++++ EXTRACTED INFORMATION ++++

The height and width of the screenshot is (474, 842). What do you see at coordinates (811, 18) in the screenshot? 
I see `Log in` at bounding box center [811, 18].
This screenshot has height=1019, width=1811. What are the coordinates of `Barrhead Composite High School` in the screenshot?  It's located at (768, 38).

++++
++++ EXTRACTED INFORMATION ++++

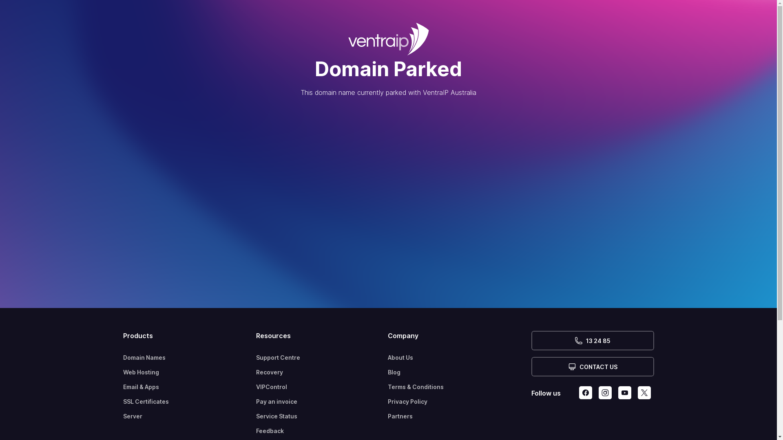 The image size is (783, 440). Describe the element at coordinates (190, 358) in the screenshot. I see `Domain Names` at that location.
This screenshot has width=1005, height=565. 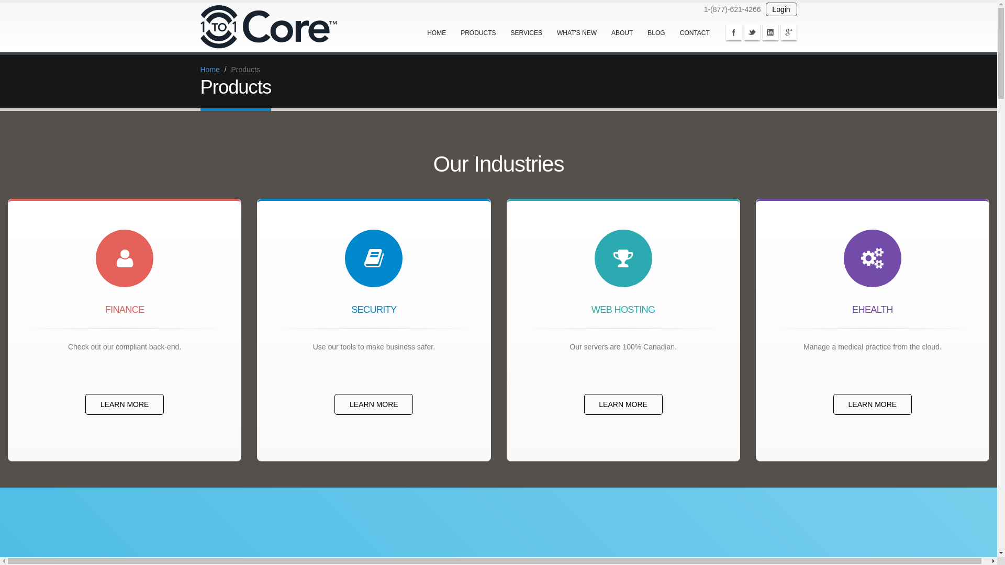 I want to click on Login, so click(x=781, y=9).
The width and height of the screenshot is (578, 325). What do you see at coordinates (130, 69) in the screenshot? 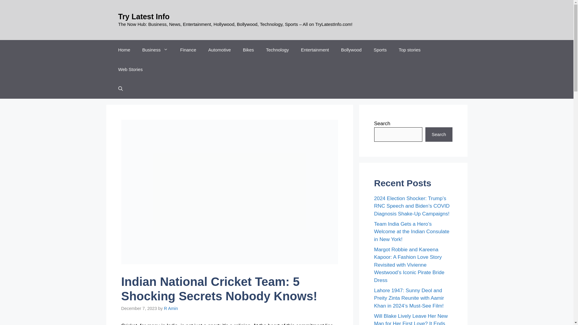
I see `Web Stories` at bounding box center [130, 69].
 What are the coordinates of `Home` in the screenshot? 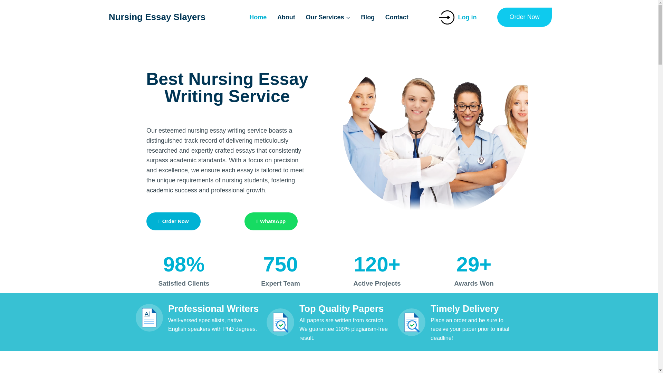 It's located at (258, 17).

++++

REQUIREMENT.
A word-for-word copy of the lines above from the one with "The height and" through the one with "This screenshot has height=1019, width=1811.", inclusive, is the only output wanted.

EXERCISE ANSWER.
The height and width of the screenshot is (474, 842). What do you see at coordinates (811, 18) in the screenshot? 
I see `Log in` at bounding box center [811, 18].
This screenshot has height=1019, width=1811. What are the coordinates of `Barrhead Composite High School` in the screenshot?  It's located at (768, 38).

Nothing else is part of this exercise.